The coalition decides to accept the flak over bonuses

The truth, as they say, is out: it doesn't look as though the coalition will be doing much about bankers' bonuses after all. According to this morning's Times (£), it's a case of the Tories getting one over the Lib Dems – and particularly Vince Cable – by not pushing down with more taxes on the City. But that, I suspect, is only half the story. The other half is that the coalition never had much in their armoury, but harsh rhetoric, in the first place. If they want the banks to start lending to business again, then their most substantial hope has always been a trade-off over bonuses. Which – as Benedict Brogan suggests in an insightful post over at the Telegraph – is hardly an ideal situation for the coalition.

An unsurprising coup for UKIP

As Adam Boulton says, the Oldham by-election has produced another noteworthy moment. And, in this case, it's one of the smaller parties making the splash. In a press conference in the constituency this afternoon, UKIP confirmed that Stuart Wheeler has joined their party as treasurer. This is, of course, the Stuart Wheeler who gave £millions to the Tories during the wilderness year after 1997 – including a £5 million mega-donation in 2001 alone. That Wheeler has made the conversion is unsurprising. He was expelled from the Conservatives, in 2009, for donating £100,000 to UKIP. And, soon after, he wrote a piece for The Spectator explaining why he would be voting for Farage & Co. in the European elections.

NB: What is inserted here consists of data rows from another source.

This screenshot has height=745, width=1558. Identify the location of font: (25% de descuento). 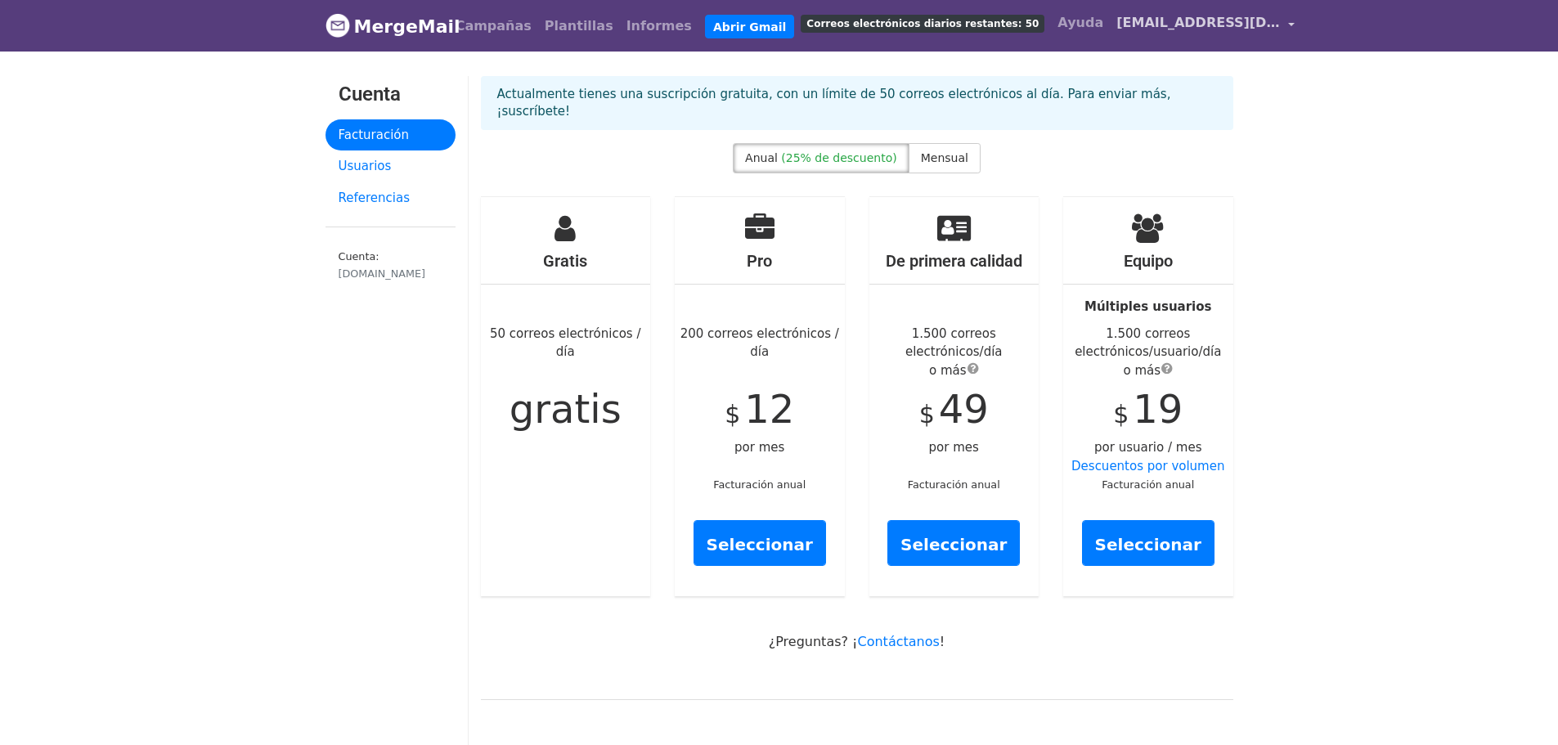
(838, 158).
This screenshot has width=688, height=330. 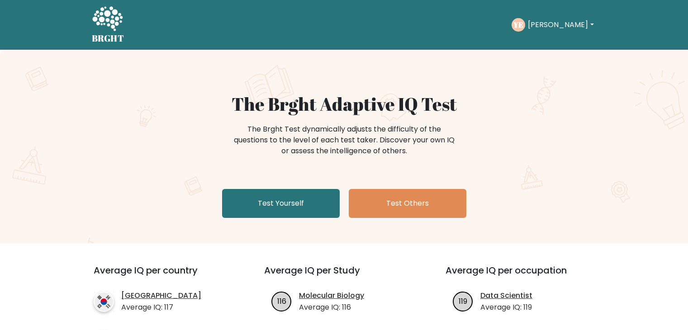 What do you see at coordinates (332, 296) in the screenshot?
I see `a: Molecular Biology` at bounding box center [332, 296].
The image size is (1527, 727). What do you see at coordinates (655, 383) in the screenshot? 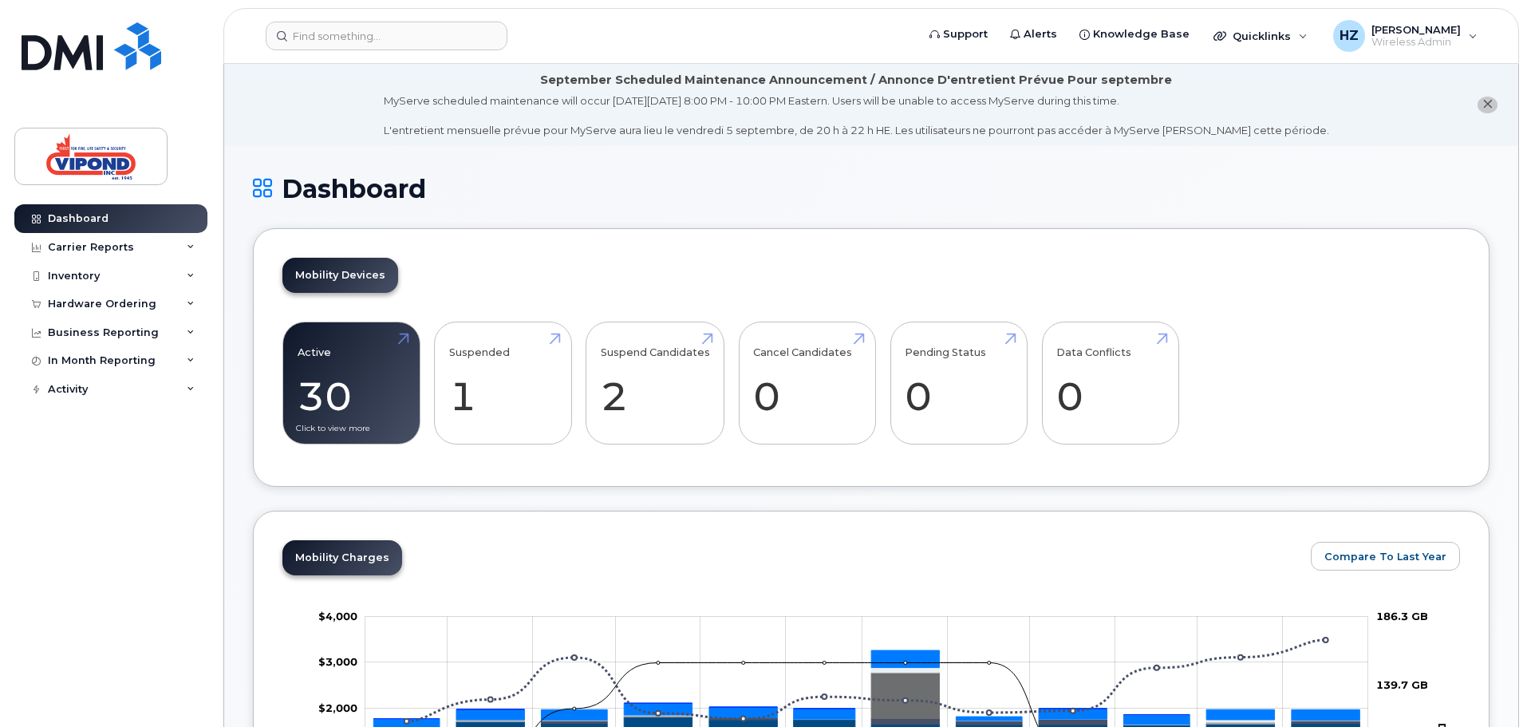
I see `a: Suspend Candidates 2` at bounding box center [655, 383].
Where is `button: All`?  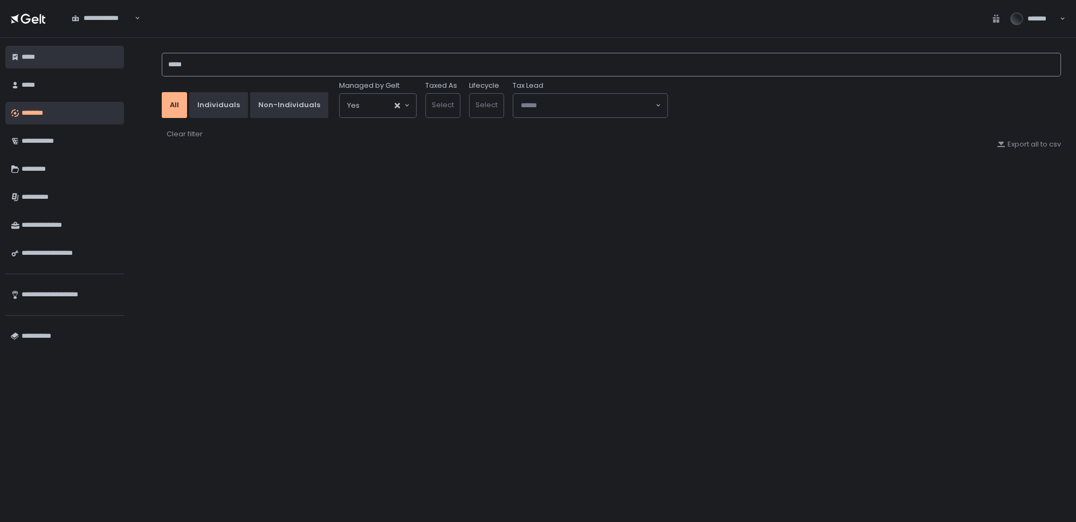 button: All is located at coordinates (174, 105).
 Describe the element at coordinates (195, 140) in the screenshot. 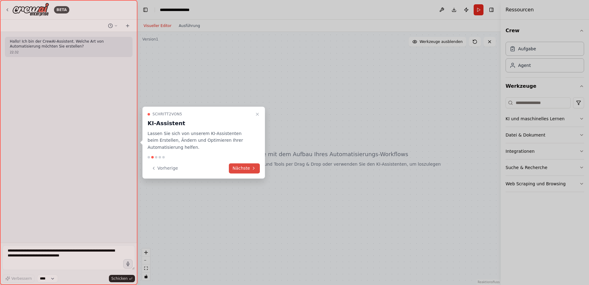

I see `font: Lassen Sie sich von unserem KI-Assistenten beim Erstellen, Ändern und Optimieren Ihrer Automatisi...` at that location.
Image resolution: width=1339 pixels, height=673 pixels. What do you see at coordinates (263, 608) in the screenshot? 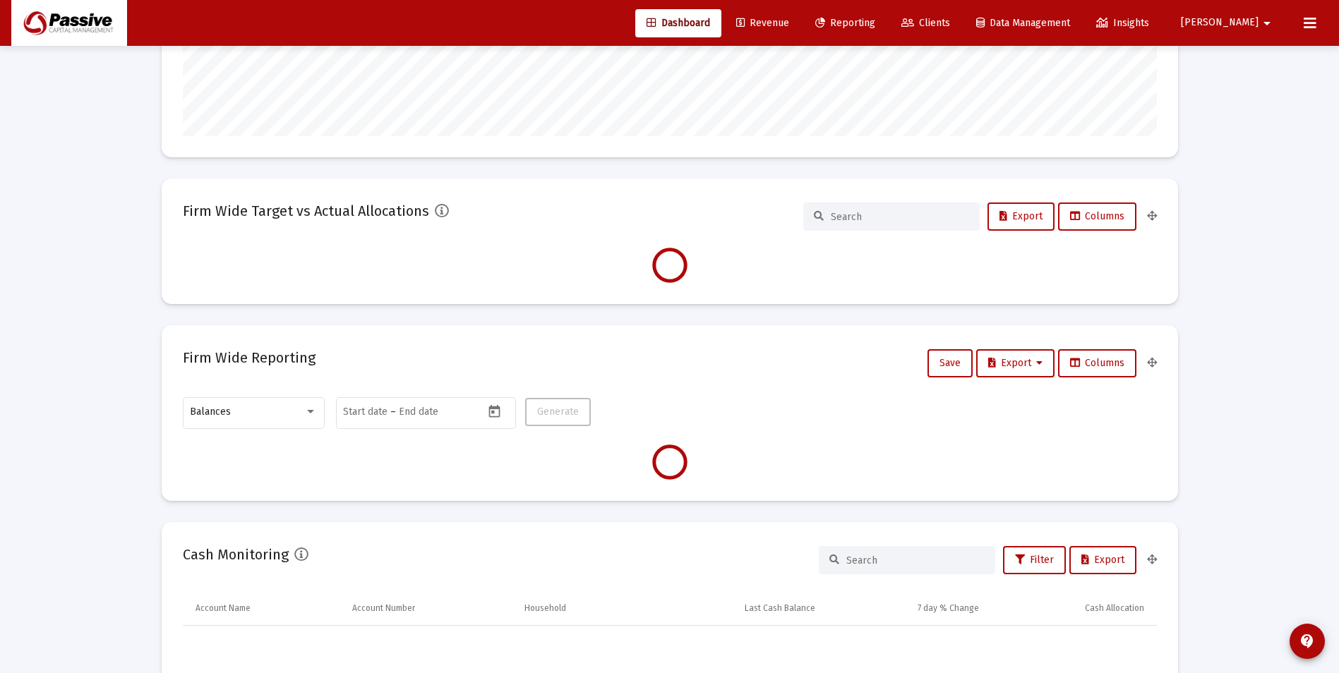
I see `td: Column Account Name` at bounding box center [263, 608].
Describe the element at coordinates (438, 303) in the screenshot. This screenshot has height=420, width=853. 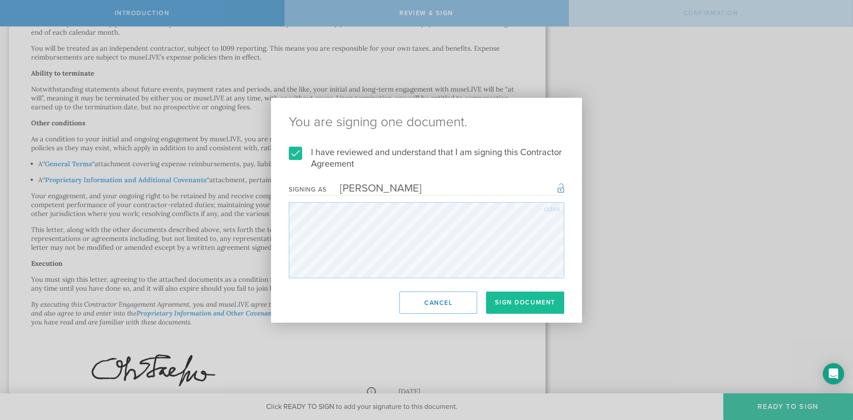
I see `button: Cancel` at that location.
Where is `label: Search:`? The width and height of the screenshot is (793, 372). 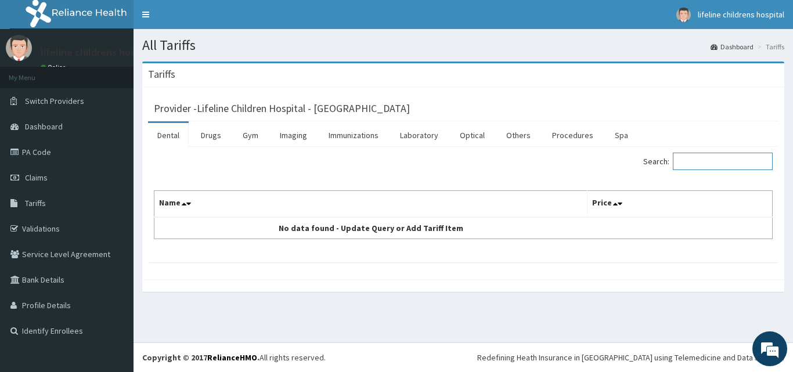
label: Search: is located at coordinates (708, 161).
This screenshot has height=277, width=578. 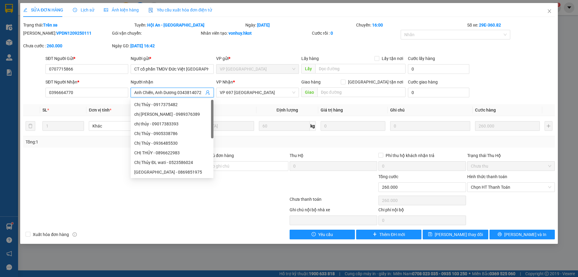 What do you see at coordinates (172, 133) in the screenshot?
I see `div: Chị Thủy - 0905338786` at bounding box center [172, 133].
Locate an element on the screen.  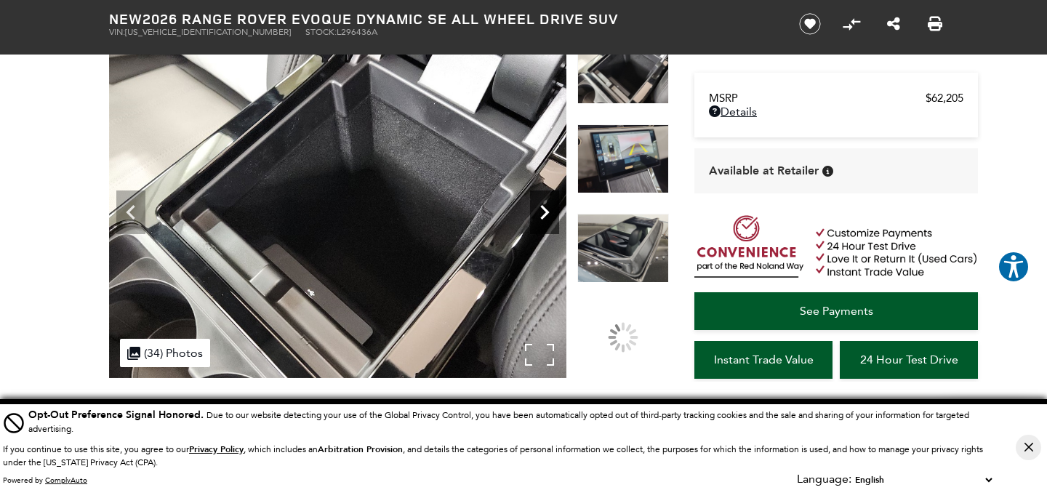
div: Vehicle is in stock and ready for immediate delivery. Due to demand, availability is subject to c... is located at coordinates (828, 171).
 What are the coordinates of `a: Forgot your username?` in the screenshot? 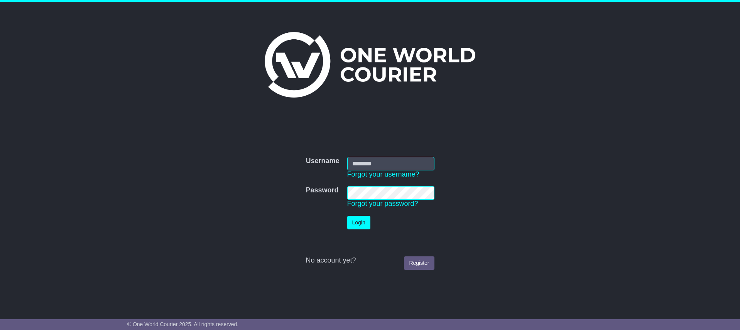 It's located at (383, 174).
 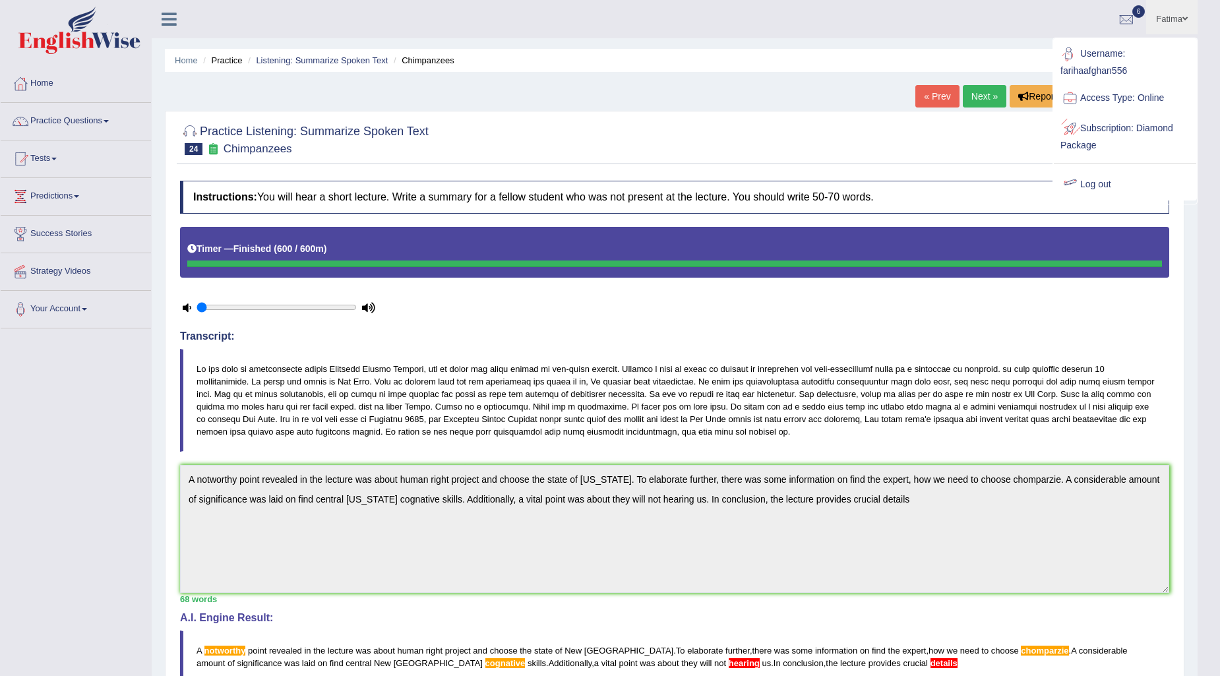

Clegg sets his alarm clock

My prediction for this week: we're going to see a whole lot of defiant frontage from Nick Clegg. The last parliamentary session closed with him under attack over tuition fees; this one begins with the possibility of heavy defeat in Oldham East – and he's got to respond accordingly. Hence his interview on Today this morning, in which he dismissed the idea of a Lib Dem drubbing in May's local elections as "total nonsense," and stressed that the coalition is "setting in motion a number of very liberal reforms". There was also a warning over bonuses, along the usual lines, for state-owned banks. But the most intriguing news in Lib Dem Land is much more sedate than all that – revealed, as it was, in an unassuming paragraph at the bottom of a Sunday Times story (£) yesterday.

Will Balls and Cooper capitalise from Johnson’s mistakes?

You've probably heard about Alan Johnson's latest slip-up yesterday. But it's still worth highlighting the response made by a Labour spokesman – as Dizzy has – because it's simply extraordinary. Here it is: "We have a Shadow Chancellor who lives in the real world. He knows the difference between a progresive and regressive tax. He knows what it takes to get on in the real world. That is more important than taking part in a Westminster quiz game." Extraordinary that Labour should already have to make excuses on behalf of Johnson. But even more extraordinary that they should be made in this manner.

The pollsters have Labour running away with it in Oldham East

The same, but completely different. That's the electoral paradox that emerges from a couple of opinion polls on the Oldham East & Saddleworth by-election this morning. The same, because both the Lord Ashcroft survey for the Sunday Telegraph and the ICM survey for the Mail on Sunday produce the same result as in the general election: Labour first, the Lib Dems second and the Tories in third. Completely different, because this is no longer the achingly close contest that it was back in May. Both polls have Labour soaring 17 percentage points above the yellow bird of liberty. Of course, the polls aren't always right. Yet these latest will surely furrow some brows in Coalitionville.

Chaytor in chokey

Log it in your diaries, CoffeeHousers: on this day – Friday, 7th January, 2011 – a former MP was sent to jail for abusing the parliamentary expenses system. Yes, David Chaytor has been sentenced to eighteen months for, ahem, "false accounting" his way to £18,000 of taxpayers' cash. He's the first former parliamentarian to be sent down since Jeffrey Archer in 2001. As fallout from the expenses scandal goes, it's probably the most searing example yet. But the question now is whether there will be any fallout from the fallout, so to speak.